(listen)
This early rock 'n' roll novelty—recorded in a drunken session Hawkins claims he didn't remember even the next day, banned from radio in some places for its "cannibalistic" noises, and generally so weird that it never cracked the charts—has managed to transcend its strange pedigree to become a classic in its own right. I know I was aware of it before Jim Jarmusch's 1984 film Stranger Than Paradise but that's certainly where it really caught my attention, bawling out of a cassette tape player that the female lead carried with her wherever she went (Hawkins himself later made a memorable appearance in another Jarmusch film worth seeing, Mystery Train). Knowing the backstory to the song, the elements of the drunkenness and even the "cannibalistic" noises, may (or may not) clarify what you're hearing, but I think the truth is that they work only to the extent they complement and sharpen the tension with the careful and plodding attack by the sax and rhythm section—and what's that, a banjo?—setting up something that is equal parts clownish and supernaturally powerful, and altogether startlingly original, which Jarmusch played to perfectly. I'm not entirely convinced Hawkins ever had a firm handle on what he had wrought, but he was anyway able to take it and parlay it into an over-the-top shtick involving props such as coffins, capes, skulls, and the like, all of that rather remarkable of course for the '50s. Now it bears the label generally of "shock rock," and it laid the ground for the likes of Screaming Lord Sutch, the Crazy World of Arthur Brown, arguably even Alice Cooper and everything that followed in his wake. But this is ground zero for all of that, and it's pretty special in its own right.
It lacks Hawkins' inspired lunacy, but Alan Price's version, released soon after he left the Animals, is terrific in its own way.
ReplyDeleteThat's a nice version!
ReplyDeleteThat's the biggest surprise of all: It's a great song!
ReplyDeleteNina Simone did it and Creedence.
Jay wanted to be Herb Jeffries, big black classic baritone, but he had become Screaming Jay before this song.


* **PROBLEM TO SOLVE**: Every line from the one with "At what (x,y)" through the end of the entries below should be written out exactly; the pictures should not.

(Entries taken from a collection)
-=-=-=-=-

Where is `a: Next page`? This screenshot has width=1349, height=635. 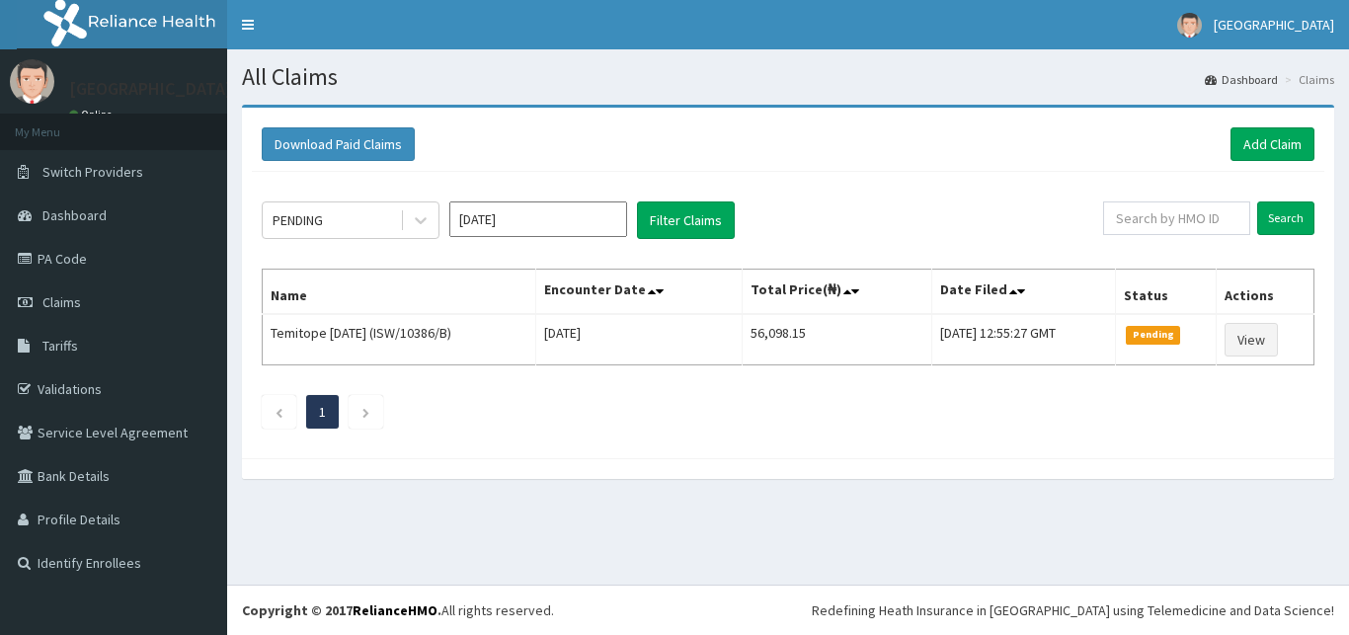 a: Next page is located at coordinates (365, 412).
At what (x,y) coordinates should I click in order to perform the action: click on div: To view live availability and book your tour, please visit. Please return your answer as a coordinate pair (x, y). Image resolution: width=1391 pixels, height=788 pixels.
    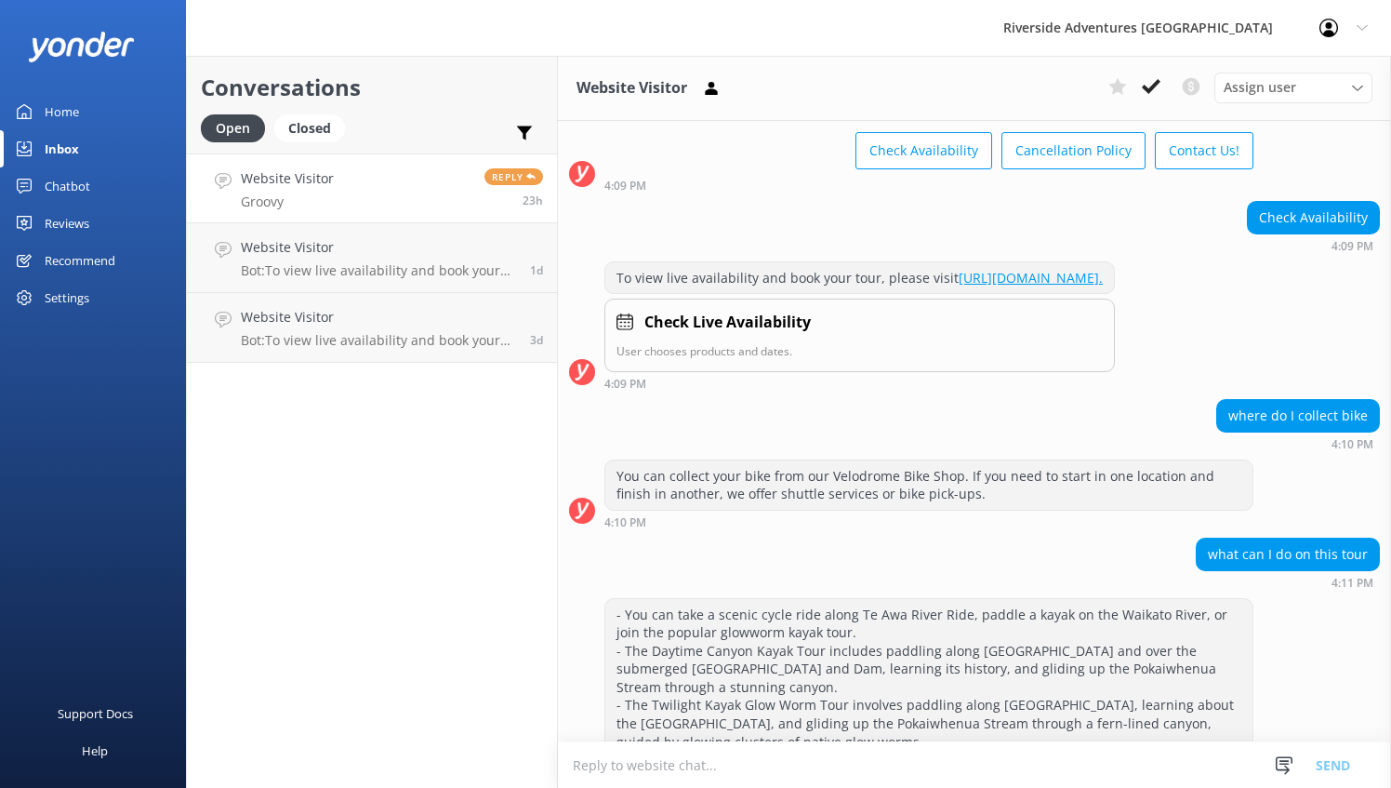
    Looking at the image, I should click on (859, 278).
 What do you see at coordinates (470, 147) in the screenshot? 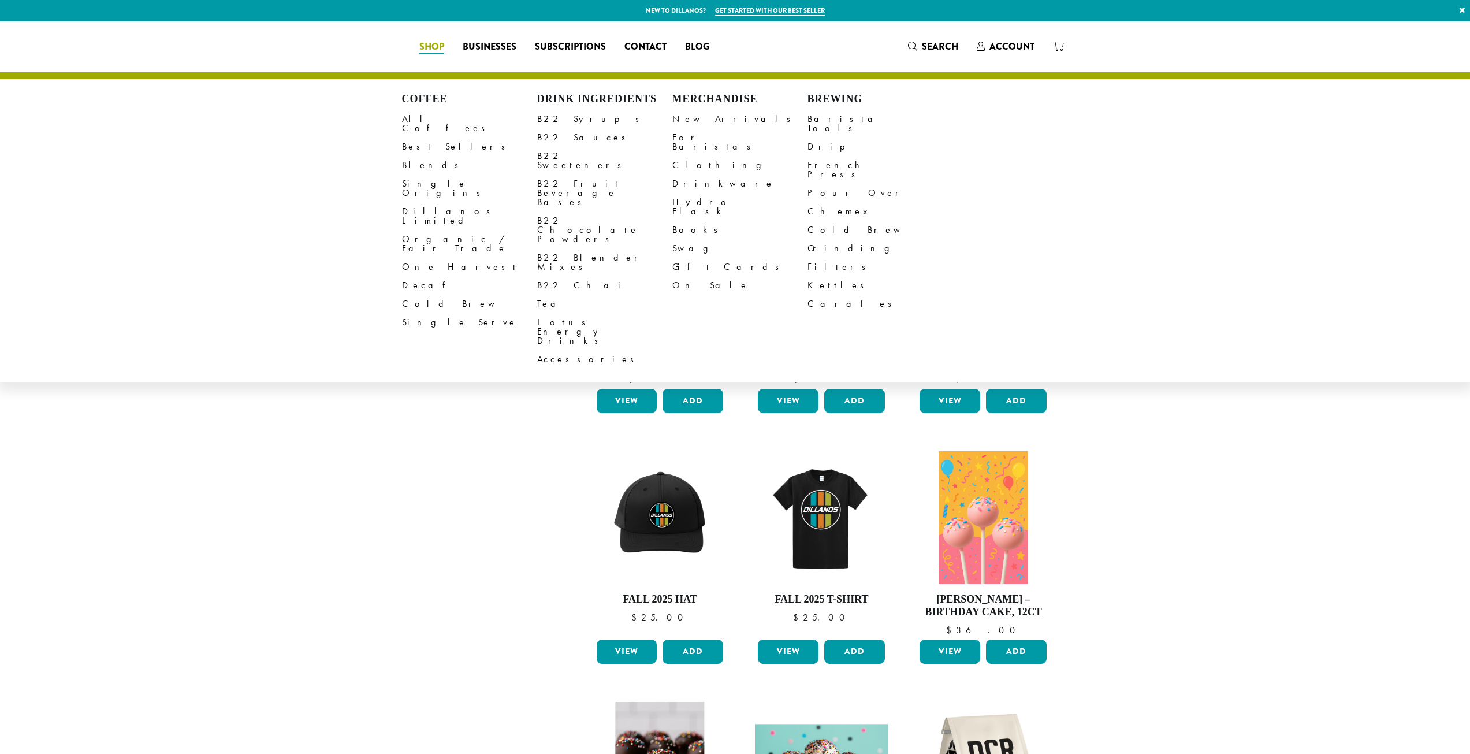
I see `a: Best Sellers` at bounding box center [470, 147].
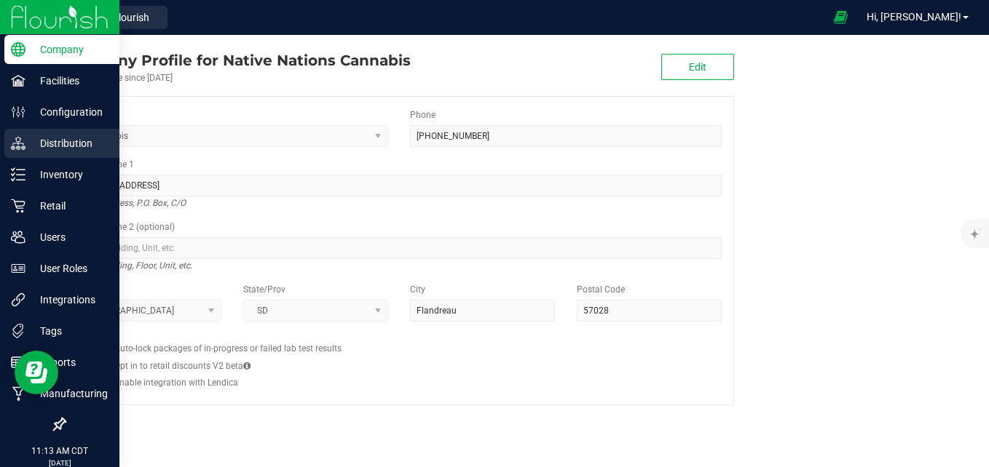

-=-=-=-=-

* **EXERCISE ANSWER**:
At what (x,y) coordinates should I click in order to perform the action: click on div: To view live availability and book your tour, please visit. Please return your answer as a coordinate pair (x, y). Image resolution: width=1391 pixels, height=788 pixels.
    Looking at the image, I should click on (859, 278).
 What do you see at coordinates (470, 147) in the screenshot? 
I see `a: Best Sellers` at bounding box center [470, 147].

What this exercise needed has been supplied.